🤖 AI Summary
This work addresses the challenge of high-dimensional Bayesian spatial field reconstruction—such as inverting three-dimensional permeability fields in porous media—by proposing a finite element–native variational inference framework. The approach integrates stochastic partial differential equation (SPDE) priors with a Cholesky parameterization of sparse precision matrices, enabling, for the first time, full-covariance variational reconstruction at scales exceeding 400,000 dimensions with only O(n) memory overhead. By implicitly representing the dense posterior covariance, employing pathwise derivative-based ELBO gradient estimation, adopting an automatic coarse-to-fine continuation strategy within a VB-EM scheme, and leveraging natural gradient optimization, the method substantially enhances both reconstruction accuracy and computational efficiency. Experimental results demonstrate its clear superiority over state-of-the-art methods in recovering critical spatial structures.
📝 Abstract
We present a unified, finite-element-native variational inference framework for very high-dimensional Bayesian spatial field reconstruction in physics-based problems governed by partial differential equations (PDEs) that are nonlinear in the inferred parameters. The framework delivers a full-covariance Gaussian variational posterior, with a probabilistic treatment of all prior and likelihood hyperparameters, on a three-dimensional curved finite-element discretization at a stochastic field dimension exceeding 400000. To our knowledge, this is the first full-covariance variational reconstruction at this scale, complementing the low-rank Hessian-Laplace approaches that dominate extreme-scale Bayesian inversion.
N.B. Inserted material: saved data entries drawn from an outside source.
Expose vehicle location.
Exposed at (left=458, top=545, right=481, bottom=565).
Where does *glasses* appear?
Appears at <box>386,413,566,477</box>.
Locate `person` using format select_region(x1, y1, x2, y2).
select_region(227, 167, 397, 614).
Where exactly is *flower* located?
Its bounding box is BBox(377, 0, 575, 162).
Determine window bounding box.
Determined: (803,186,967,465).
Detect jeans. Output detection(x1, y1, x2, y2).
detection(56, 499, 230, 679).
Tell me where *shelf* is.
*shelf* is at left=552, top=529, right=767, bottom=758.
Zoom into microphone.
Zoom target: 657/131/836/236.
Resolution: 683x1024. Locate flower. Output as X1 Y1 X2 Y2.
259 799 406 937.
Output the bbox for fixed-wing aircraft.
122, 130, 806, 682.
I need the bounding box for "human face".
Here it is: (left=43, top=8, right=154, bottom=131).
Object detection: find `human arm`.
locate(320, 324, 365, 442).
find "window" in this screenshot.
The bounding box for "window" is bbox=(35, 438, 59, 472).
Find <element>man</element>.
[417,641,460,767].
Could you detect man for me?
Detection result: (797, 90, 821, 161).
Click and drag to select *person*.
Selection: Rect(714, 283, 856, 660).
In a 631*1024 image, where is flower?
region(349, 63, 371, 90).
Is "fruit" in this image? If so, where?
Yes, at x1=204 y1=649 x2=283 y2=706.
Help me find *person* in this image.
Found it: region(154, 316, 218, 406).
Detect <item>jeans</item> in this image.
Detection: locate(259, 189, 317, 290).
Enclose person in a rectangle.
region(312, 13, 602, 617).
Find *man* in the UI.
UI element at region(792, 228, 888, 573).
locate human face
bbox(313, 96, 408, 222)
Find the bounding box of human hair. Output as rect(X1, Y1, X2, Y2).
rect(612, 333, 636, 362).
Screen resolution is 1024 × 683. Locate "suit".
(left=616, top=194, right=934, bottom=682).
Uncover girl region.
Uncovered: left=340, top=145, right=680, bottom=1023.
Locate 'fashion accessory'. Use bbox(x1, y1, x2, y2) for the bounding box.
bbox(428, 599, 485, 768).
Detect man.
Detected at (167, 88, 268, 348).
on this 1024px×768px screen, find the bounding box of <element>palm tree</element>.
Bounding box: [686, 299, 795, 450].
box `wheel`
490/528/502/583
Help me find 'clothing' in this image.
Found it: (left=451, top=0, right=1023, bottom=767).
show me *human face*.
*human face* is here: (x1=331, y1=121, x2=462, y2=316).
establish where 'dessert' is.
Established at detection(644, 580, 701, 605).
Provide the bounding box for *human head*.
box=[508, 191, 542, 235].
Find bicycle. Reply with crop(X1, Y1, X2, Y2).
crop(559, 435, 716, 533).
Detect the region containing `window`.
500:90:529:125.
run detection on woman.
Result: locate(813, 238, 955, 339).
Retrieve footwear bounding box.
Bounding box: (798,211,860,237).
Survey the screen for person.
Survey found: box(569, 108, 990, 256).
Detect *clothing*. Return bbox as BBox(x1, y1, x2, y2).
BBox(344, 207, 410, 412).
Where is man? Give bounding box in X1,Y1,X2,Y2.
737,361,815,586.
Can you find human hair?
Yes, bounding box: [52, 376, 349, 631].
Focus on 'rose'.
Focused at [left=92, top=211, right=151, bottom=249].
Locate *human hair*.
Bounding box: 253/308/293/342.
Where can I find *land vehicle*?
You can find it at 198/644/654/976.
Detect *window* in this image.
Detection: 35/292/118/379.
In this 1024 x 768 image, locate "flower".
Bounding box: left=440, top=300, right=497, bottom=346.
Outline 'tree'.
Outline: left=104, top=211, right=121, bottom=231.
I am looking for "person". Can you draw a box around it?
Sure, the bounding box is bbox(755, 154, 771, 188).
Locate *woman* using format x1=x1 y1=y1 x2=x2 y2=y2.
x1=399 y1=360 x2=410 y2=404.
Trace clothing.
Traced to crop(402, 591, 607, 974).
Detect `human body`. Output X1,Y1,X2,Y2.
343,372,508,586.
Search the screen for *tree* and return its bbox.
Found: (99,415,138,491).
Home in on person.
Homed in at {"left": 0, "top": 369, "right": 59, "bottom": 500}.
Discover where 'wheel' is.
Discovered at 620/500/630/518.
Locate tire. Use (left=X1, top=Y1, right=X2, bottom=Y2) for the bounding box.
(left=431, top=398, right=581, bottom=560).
The spatial prior is derived from the stochastic PDE (SPDE) connection and formulated natively in terms of finite-element (FE) operators. The sparse Gaussian variational distribution is parameterized via its precision Cholesky factor, with the sparsity pattern inherited from the domain's Laplacian. Unlike covariance-based sparse parameterizations, which encode only short-range correlations, the sparse precision implicitly represents dense posterior covariances through its sparse inverse, yielding smooth, physically plausible samples at O(n) memory cost and enabling direct evidence-lower-bound (ELBO) gradients via the path-derivative (sticking-the-landing) estimator. Natural gradient strategies stabilize convergence, while a variational Bayes expectation-maximization (VB-EM) loop marginalizes all hyperparameters analytically and induces an automatic coarse-to-fine continuation. The framework is demonstrated on Bayesian permeability field reconstruction for a porous-media flow problem, recovering all major spatial features with high fidelity. Algorithmic ablation and comparison with alternative inference methods quantify the improvements over state-of-the-art baselines.